[Intel-gfx] [PATCH 1/2] drm/core: Preserve the framebuffer after removing it.
David Herrmann
dh.herrmann at gmail.com
Tue Sep 22 07:53:09 PDT 2015
Hi
On Thu, Sep 10, 2015 at 12:15 PM, Tvrtko Ursulin
<tvrtko.ursulin at linux.intel.com> wrote:
> On 09/10/2015 10:56 AM, Daniel Vetter wrote:
>> That's not different from the compositor just freezing instead of
>> crashing: Screen contents stays on and nothing happens. Imo this really is
>> all just broken userspace, and the kernel can't make sure userspace
>> doesn't randomly fall over.
>>
>> What we need to make sure is that assuming things work ok-ish there's no
>> observed regression. And I still think that's the case here.
>
>
> I would disagree on the no regressions when things work okay-ish principle,
> there should be no regressions in the pessimistic scenario when security is
> concerned.
>
> If we can agree the stuck frame on screen is not desirable from the security
> point of view, then this change does enlarge the attack surface.
>
> Because, apart from freezing the compositor, it now also works to crash it
> and prevent restart. Maybe it is far fetched, but as I said, attackers have
> much better imagination with these things.
I'd much more prefer a FB flag that forces a modeset on ID removal.
Anyone who cares for it can set it, and the kernel will make sure to
never keep such FBs around. However, for most use-cases, we want the
FB to stay around after close() or FB removal.

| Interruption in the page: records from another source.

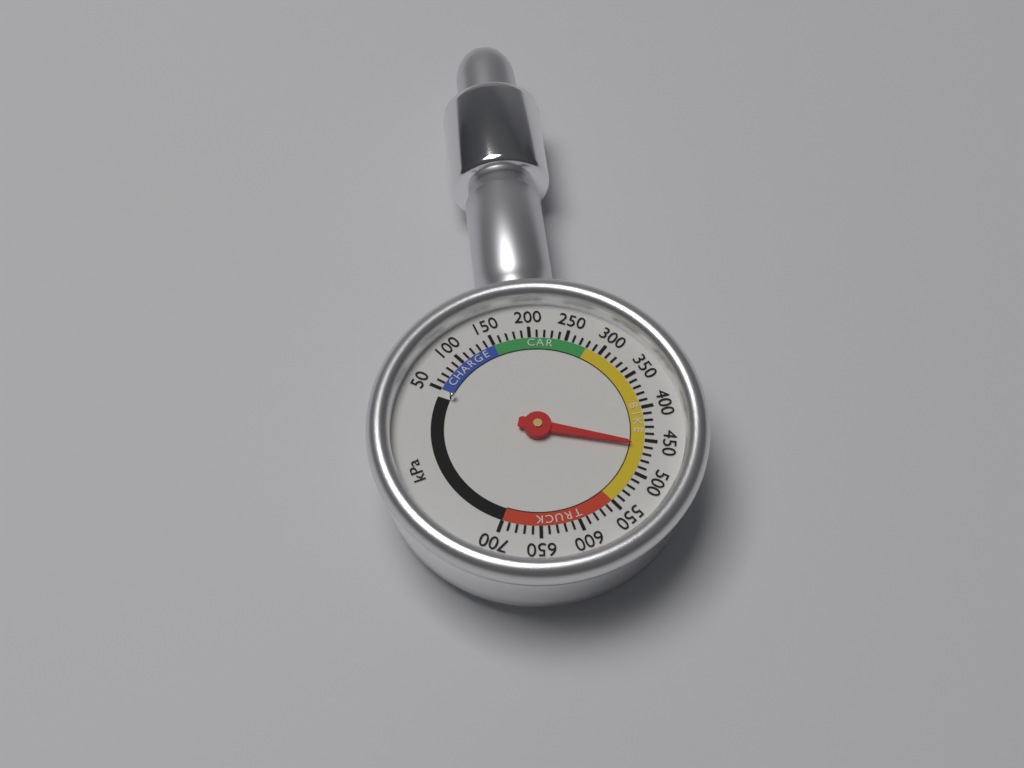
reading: 460 kPa
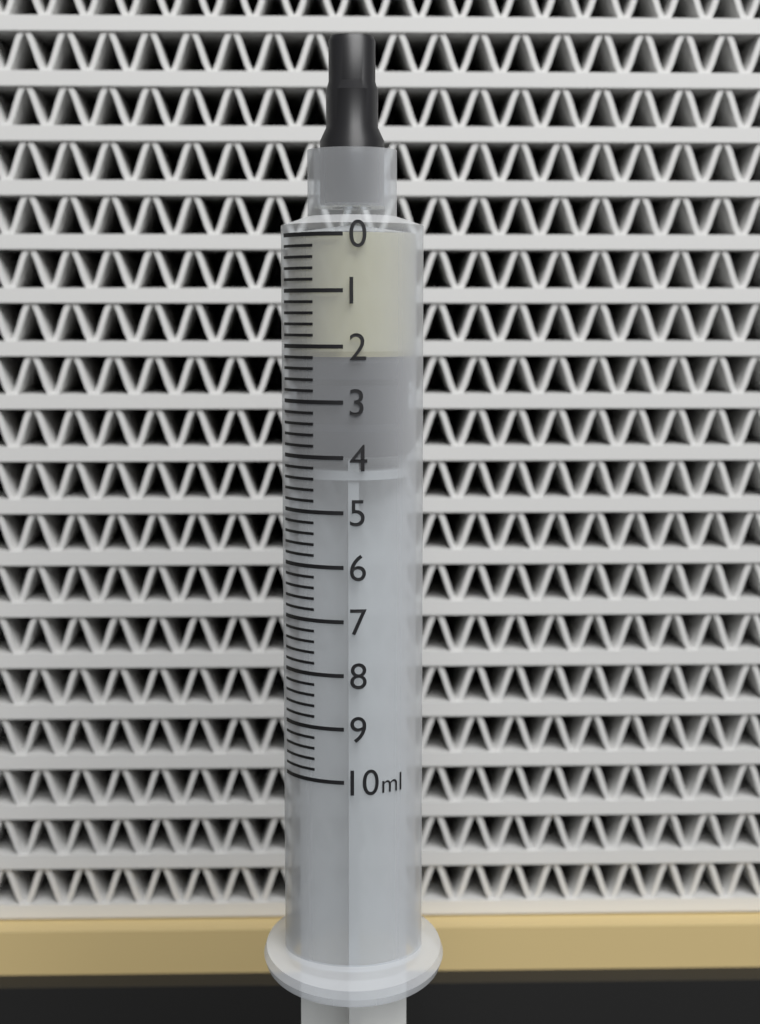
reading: 2.2 ml
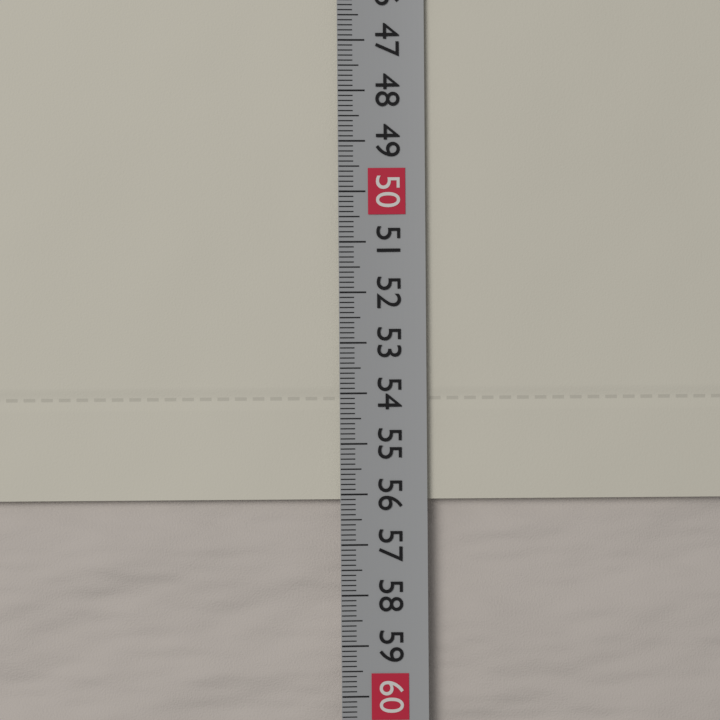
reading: 56.1 cm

Btw., I also don't see the attack scenario at all. If an attacker
makes your compositor crash at the same moment a security-relevant
information is shown on screen, then the information is already
visible. Who cares that it stays visible? Sure, I can make up an
hypothetical use-case where that matters, but I cannot think of
something real.
Also, if the hypothetical scenario we go for is "if the compositor
crashes", then I guess there's bigger problems than the FB content.